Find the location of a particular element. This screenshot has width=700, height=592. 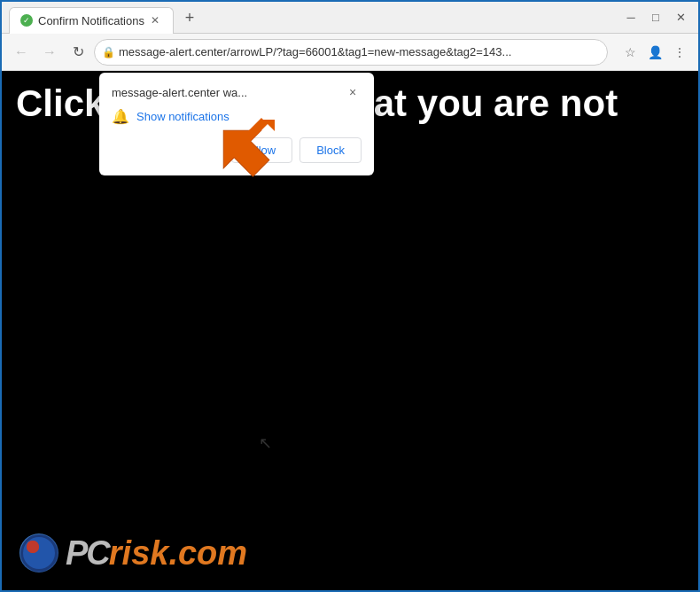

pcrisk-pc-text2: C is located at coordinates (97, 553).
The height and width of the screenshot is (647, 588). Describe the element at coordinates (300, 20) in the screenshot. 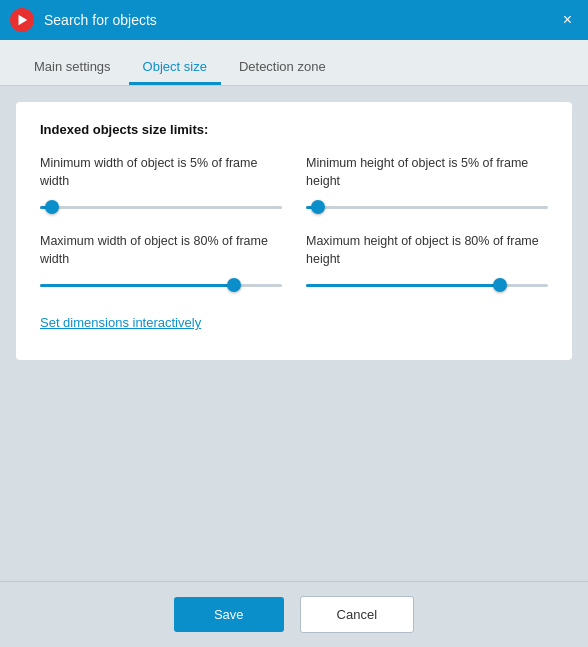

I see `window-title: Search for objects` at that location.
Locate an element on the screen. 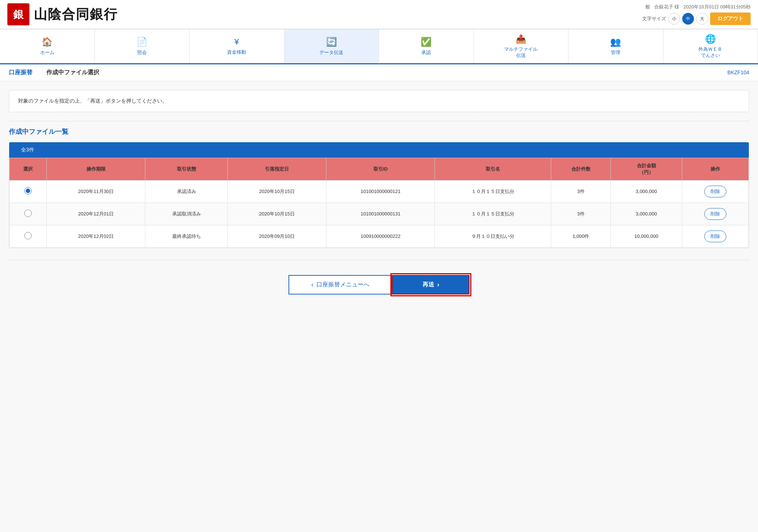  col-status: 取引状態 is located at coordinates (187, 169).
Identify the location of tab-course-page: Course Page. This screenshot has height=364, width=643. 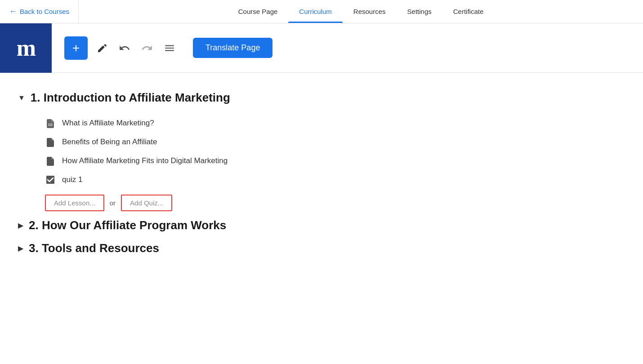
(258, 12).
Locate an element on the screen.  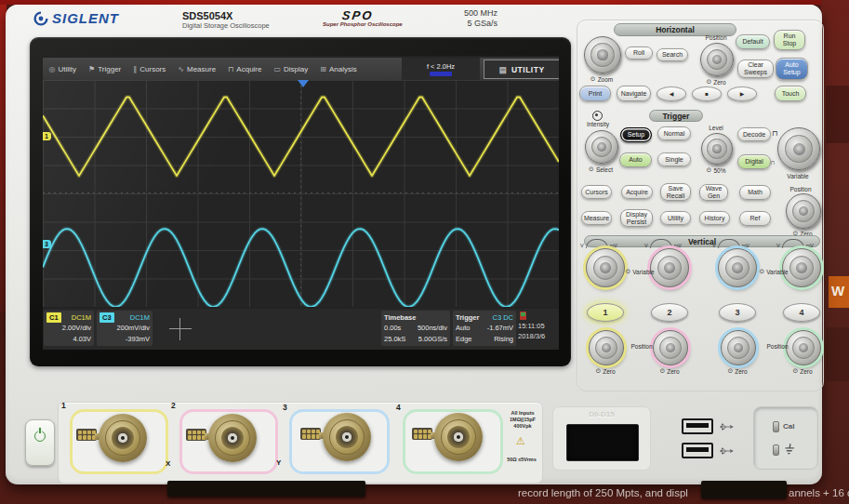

+ + +

Starting with the line that holds "Identify the location", return each line exactly through the final line of the entries above; pictures are not part of the output.

Solved problem
Identify the location of tab-course-page: Course Page. This screenshot has height=364, width=643. 
(258, 12).
Locate an element on the screen.  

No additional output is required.